Why Ivan Fyodorovitch had come amongst us I remember asking myself at
the time with a certain uneasiness. This fateful visit, which was the
first step leading to so many consequences, I never fully explained to
myself. It seemed strange on the face of it that a young man so
learned, so proud, and apparently so cautious, should suddenly visit
such an infamous house and a father who had ignored him all his life,
hardly knew him, never thought of him, and would not under any
circumstances have given him money, though he was always afraid that
his sons Ivan and Alexey would also come to ask him for it. And here
the young man was staying in the house of such a father, had been
living with him for two months, and they were on the best possible
terms. This last fact was a special cause of wonder to many others as
well as to me. Pyotr Alexandrovitch Miüsov, of whom we have spoken
already, the cousin of Fyodor Pavlovitch’s first wife, happened to be
in the neighborhood again on a visit to his estate. He had come from
Paris, which was his permanent home. I remember that he was more
surprised than any one when he made the acquaintance of the young man,
who interested him extremely, and with whom he sometimes argued and not
without an inner pang compared himself in acquirements.

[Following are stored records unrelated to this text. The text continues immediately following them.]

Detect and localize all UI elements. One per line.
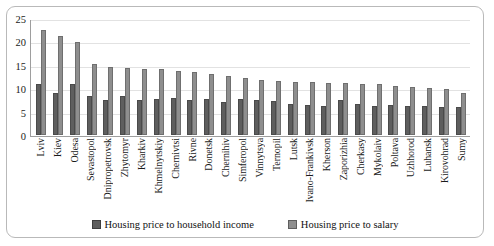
legend-item-salary: Housing price to salary — [288, 219, 399, 230]
bar-salary — [410, 87, 415, 135]
bar-salary — [293, 82, 298, 135]
bar-series-group — [32, 20, 470, 135]
x-axis-label: Sumy — [453, 138, 470, 216]
x-axis-label: Chernihiv — [217, 138, 234, 216]
plot-area — [30, 20, 470, 137]
bar-group — [452, 20, 469, 135]
bar-group — [201, 20, 218, 135]
x-axis-label: Poltava — [386, 138, 403, 216]
x-axis-label: Khmelnytskiy — [150, 138, 167, 216]
bar-salary — [461, 93, 466, 135]
x-axis-label: Chernivtsi — [167, 138, 184, 216]
x-axis-label: Lutsk — [285, 138, 302, 216]
bar-salary — [209, 74, 214, 135]
bar-group — [167, 20, 184, 135]
bar-group — [419, 20, 436, 135]
bar-group — [435, 20, 452, 135]
bar-salary — [259, 80, 264, 135]
bar-salary — [444, 89, 449, 135]
bar-group — [352, 20, 369, 135]
bar-group — [184, 20, 201, 135]
bar-group — [318, 20, 335, 135]
bar-salary — [142, 69, 147, 135]
legend-item-income: Housing price to household income — [92, 219, 254, 230]
bar-salary — [243, 78, 248, 135]
bar-salary — [276, 81, 281, 135]
bar-salary — [176, 71, 181, 135]
bar-group — [368, 20, 385, 135]
bar-group — [301, 20, 318, 135]
bar-group — [284, 20, 301, 135]
y-axis-tick: 15 — [16, 62, 27, 73]
chart-container: 0510152025 LvivKievOdesaSevastopolDnipro… — [6, 6, 484, 238]
x-axis-label: Kiev — [49, 138, 66, 216]
bar-group — [134, 20, 151, 135]
y-axis-tick: 20 — [16, 38, 27, 49]
bar-salary — [92, 64, 97, 135]
bar-salary — [427, 88, 432, 135]
y-axis-tick: 25 — [16, 15, 27, 26]
bar-group — [100, 20, 117, 135]
bar-salary — [310, 82, 315, 135]
x-axis-label: Uzhhorod — [403, 138, 420, 216]
x-axis-label: Ivano-Frankivsk — [302, 138, 319, 216]
legend-label-salary: Housing price to salary — [301, 219, 399, 230]
bar-group — [335, 20, 352, 135]
bar-group — [50, 20, 67, 135]
bar-group — [234, 20, 251, 135]
y-axis-tick: 0 — [21, 132, 26, 143]
bar-group — [33, 20, 50, 135]
y-axis-tick: 5 — [21, 108, 26, 119]
bar-salary — [75, 42, 80, 135]
bar-group — [385, 20, 402, 135]
bar-salary — [343, 83, 348, 135]
bar-group — [402, 20, 419, 135]
x-axis-label: Kharkiv — [133, 138, 150, 216]
bar-group — [117, 20, 134, 135]
bar-salary — [41, 30, 46, 135]
bar-salary — [226, 76, 231, 135]
legend-swatch-salary-icon — [288, 220, 297, 229]
x-axis-label: Mykolaiv — [369, 138, 386, 216]
x-axis-label: Donetsk — [200, 138, 217, 216]
bar-salary — [108, 67, 113, 135]
x-axis-label: Ternopil — [268, 138, 285, 216]
x-axis-label: Dnipropetrovsk — [99, 138, 116, 216]
y-axis: 0510152025 — [9, 20, 28, 137]
bar-salary — [377, 84, 382, 135]
bar-group — [268, 20, 285, 135]
bar-group — [83, 20, 100, 135]
x-axis-label: Kherson — [318, 138, 335, 216]
x-axis-label: Vinnytsya — [251, 138, 268, 216]
bar-salary — [159, 69, 164, 135]
x-axis-label: Sevastopol — [83, 138, 100, 216]
legend-label-income: Housing price to household income — [105, 219, 254, 230]
x-axis-label: Zhytomyr — [116, 138, 133, 216]
bar-group — [251, 20, 268, 135]
bar-salary — [326, 83, 331, 135]
legend-swatch-income-icon — [92, 220, 101, 229]
x-axis-label: Luhansk — [419, 138, 436, 216]
bar-group — [150, 20, 167, 135]
bar-group — [67, 20, 84, 135]
bar-salary — [192, 72, 197, 135]
bar-group — [217, 20, 234, 135]
bar-salary — [360, 84, 365, 135]
x-axis-label: Lviv — [32, 138, 49, 216]
x-axis-label: Rivne — [184, 138, 201, 216]
x-axis-label: Simferopol — [234, 138, 251, 216]
x-axis-labels: LvivKievOdesaSevastopolDnipropetrovskZhy… — [31, 138, 471, 216]
x-axis-label: Cherkasy — [352, 138, 369, 216]
plot-area-wrapper: 0510152025 — [30, 20, 470, 137]
x-axis-label: Zaporizhia — [335, 138, 352, 216]
y-axis-tick: 10 — [16, 85, 27, 96]
bar-salary — [393, 86, 398, 135]
bar-salary — [58, 36, 63, 135]
chart-legend: Housing price to household income Housin… — [7, 219, 483, 230]
x-axis-label: Kirovohrad — [436, 138, 453, 216]
bar-salary — [125, 68, 130, 135]
x-axis-label: Odesa — [66, 138, 83, 216]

“He is proud,” he used to say, “he will never be in want of pence; he
has got money enough to go abroad now. What does he want here? Every
one can see that he hasn’t come for money, for his father would never
give him any. He has no taste for drink and dissipation, and yet his
father can’t do without him. They get on so well together!”
That was the truth; the young man had an unmistakable influence over
his father, who positively appeared to be behaving more decently and
even seemed at times ready to obey his son, though often extremely and
even spitefully perverse.
It was only later that we learned that Ivan had come partly at the
request of, and in the interests of, his elder brother, Dmitri, whom he
saw for the first time on this very visit, though he had before leaving
Moscow been in correspondence with him about an important matter of
more concern to Dmitri than himself. What that business was the reader
will learn fully in due time. Yet even when I did know of this special
circumstance I still felt Ivan Fyodorovitch to be an enigmatic figure,
and thought his visit rather mysterious.
I may add that Ivan appeared at the time in the light of a mediator
between his father and his elder brother Dmitri, who was in open
quarrel with his father and even planning to bring an action against
him.
The family, I repeat, was now united for the first time, and some of
its members met for the first time in their lives. The younger brother,
Alexey, had been a year already among us, having been the first of the
three to arrive. It is of that brother Alexey I find it most difficult
to speak in this introduction. Yet I must give some preliminary account
of him, if only to explain one queer fact, which is that I have to
introduce my hero to the reader wearing the cassock of a novice. Yes,
he had been for the last year in our monastery, and seemed willing to
be cloistered there for the rest of his life.